Annie Gardner - 4/24/09
This is an abstract story I wrote just this fall (2008), two years after my course in the summer of 2006. It is not all true, some parts exadgerated, and some I imagined. It is very abstract, but it is based on my experience and i believe that it captures the essence of what my Outward Bound Experience ment to me.
Once upon a time the world was black and white.
There were twelve girls on a rainy day that were each given the same empty string. They boarded the same thirty foot boat, and though, scientifically speaking, the world is round, they extended the heavy charcoal oars and managed to get themselves over the edge of the earth.
The water seeped into all their senses until there was no dry place to retreat to. It was the damp in the touch of their clothes against their skin, the smell, the sight, and the rhythmic lapping of the salty waves beneath them; the taste of the penetrating rain on their parched lips.
In that first black night, while their bodies slept, a girl fell into rhythm with the moon, and when the girls woke up there was red and they put a red bead on their strings.
The world was black and white and red.
They had no roof to protect them from the relentless rain. Instead, they had orange-cocoon suits that smelled of unwashed bodies and mildew, and they put an orange bead on their strings. They got a yellow bead the third night because two girls sat on anchor watch in the freezing rain of inhuman hours and the stars sang, and the girls sang with them, finding unique untapped strength in their voices.
The world was black and white and red and orange and yellow.
When the three girls who believed there was no beauty other than black and white saw the other colors, green seeped from their souls because their bodies again found nourishment.
And the world was black and white and red and orange and yellow and green.
On one day, the sun came out, and the water reflected twelve girls who saw more beauty in their unwashed reflections then they had ever seen before. They found the beautiful blue beads in the water as their distorted vision became clear.
The world was black and white and red and orange and yellow and green and blue.
They threaded the last bead onto their strings when the timid girl covered in scars and angry welts found the strength to realize she was royalty; the color purple radiated from her newly found courage.
And the world was black and white and red and orange and yellow and green and blue and purple.
And again the rain came. The girls tied their strings around their necks, took up the oars, and rowed from the rainbow place they had discovered to the black and white earth that they had come from only to find that the world was no longer black and white.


(Exercise details):
When the word "pixels" appears in a line of the data below, list that line.

(Information shown):
BEGIN

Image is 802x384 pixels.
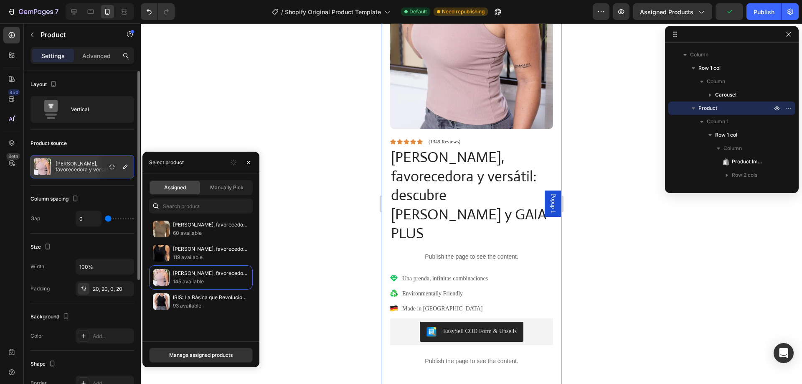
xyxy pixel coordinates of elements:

END
BEGIN

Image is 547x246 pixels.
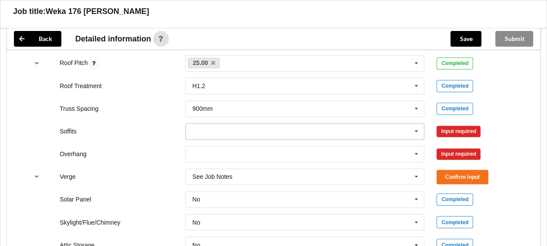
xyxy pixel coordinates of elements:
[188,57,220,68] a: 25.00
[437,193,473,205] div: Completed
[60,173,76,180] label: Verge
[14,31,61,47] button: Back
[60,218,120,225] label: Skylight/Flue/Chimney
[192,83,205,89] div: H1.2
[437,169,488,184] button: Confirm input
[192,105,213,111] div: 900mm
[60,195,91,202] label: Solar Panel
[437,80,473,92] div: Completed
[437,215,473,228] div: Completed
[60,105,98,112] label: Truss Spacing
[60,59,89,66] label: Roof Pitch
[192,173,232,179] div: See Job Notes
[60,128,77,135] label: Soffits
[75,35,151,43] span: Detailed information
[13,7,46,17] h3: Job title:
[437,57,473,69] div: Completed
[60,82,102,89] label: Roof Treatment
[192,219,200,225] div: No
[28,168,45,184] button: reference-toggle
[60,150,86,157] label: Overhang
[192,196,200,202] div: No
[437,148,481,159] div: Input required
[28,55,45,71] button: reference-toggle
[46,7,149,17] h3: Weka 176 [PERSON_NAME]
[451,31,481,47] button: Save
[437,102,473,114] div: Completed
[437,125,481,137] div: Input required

END
BEGIN

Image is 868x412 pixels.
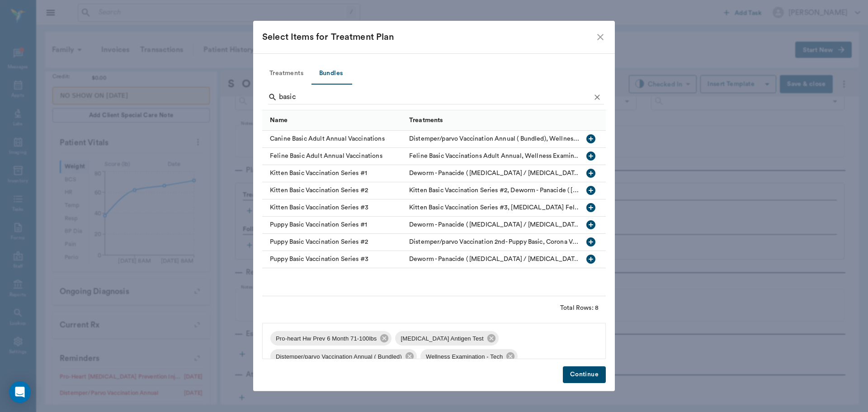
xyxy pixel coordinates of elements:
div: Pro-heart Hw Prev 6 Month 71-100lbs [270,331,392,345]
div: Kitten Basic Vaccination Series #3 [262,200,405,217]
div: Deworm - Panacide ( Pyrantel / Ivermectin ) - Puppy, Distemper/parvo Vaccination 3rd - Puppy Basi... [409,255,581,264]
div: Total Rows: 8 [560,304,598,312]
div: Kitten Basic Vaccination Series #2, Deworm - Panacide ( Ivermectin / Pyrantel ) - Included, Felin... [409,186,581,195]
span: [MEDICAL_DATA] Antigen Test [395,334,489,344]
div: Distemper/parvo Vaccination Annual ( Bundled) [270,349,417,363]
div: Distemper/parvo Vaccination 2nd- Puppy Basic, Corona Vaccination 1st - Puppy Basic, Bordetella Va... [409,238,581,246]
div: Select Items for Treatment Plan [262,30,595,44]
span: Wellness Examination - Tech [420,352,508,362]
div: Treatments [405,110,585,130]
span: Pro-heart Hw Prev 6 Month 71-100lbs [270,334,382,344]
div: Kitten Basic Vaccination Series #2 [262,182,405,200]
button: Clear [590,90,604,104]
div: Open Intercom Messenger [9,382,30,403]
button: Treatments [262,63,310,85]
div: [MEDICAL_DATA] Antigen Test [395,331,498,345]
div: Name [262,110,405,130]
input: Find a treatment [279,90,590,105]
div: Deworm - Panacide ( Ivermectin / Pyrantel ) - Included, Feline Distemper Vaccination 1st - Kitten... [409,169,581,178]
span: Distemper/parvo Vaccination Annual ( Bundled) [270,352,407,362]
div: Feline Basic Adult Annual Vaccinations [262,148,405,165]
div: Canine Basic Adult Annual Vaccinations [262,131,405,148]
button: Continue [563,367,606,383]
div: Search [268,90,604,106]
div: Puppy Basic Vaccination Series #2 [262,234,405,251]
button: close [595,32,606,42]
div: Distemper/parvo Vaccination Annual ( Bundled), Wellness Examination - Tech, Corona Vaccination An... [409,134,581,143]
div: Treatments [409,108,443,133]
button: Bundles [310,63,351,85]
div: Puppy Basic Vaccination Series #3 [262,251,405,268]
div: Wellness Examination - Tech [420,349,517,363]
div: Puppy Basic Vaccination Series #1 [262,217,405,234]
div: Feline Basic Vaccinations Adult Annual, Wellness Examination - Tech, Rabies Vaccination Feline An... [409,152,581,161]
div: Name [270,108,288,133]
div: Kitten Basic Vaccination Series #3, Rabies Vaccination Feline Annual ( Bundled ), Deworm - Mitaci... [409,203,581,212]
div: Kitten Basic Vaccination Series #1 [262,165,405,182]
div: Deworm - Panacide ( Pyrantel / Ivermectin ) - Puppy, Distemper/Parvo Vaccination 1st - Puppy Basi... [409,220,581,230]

END

(Your solution):
Image is 802x384 pixels.
Image is 547x246 pixels.
Image is 868x412 pixels.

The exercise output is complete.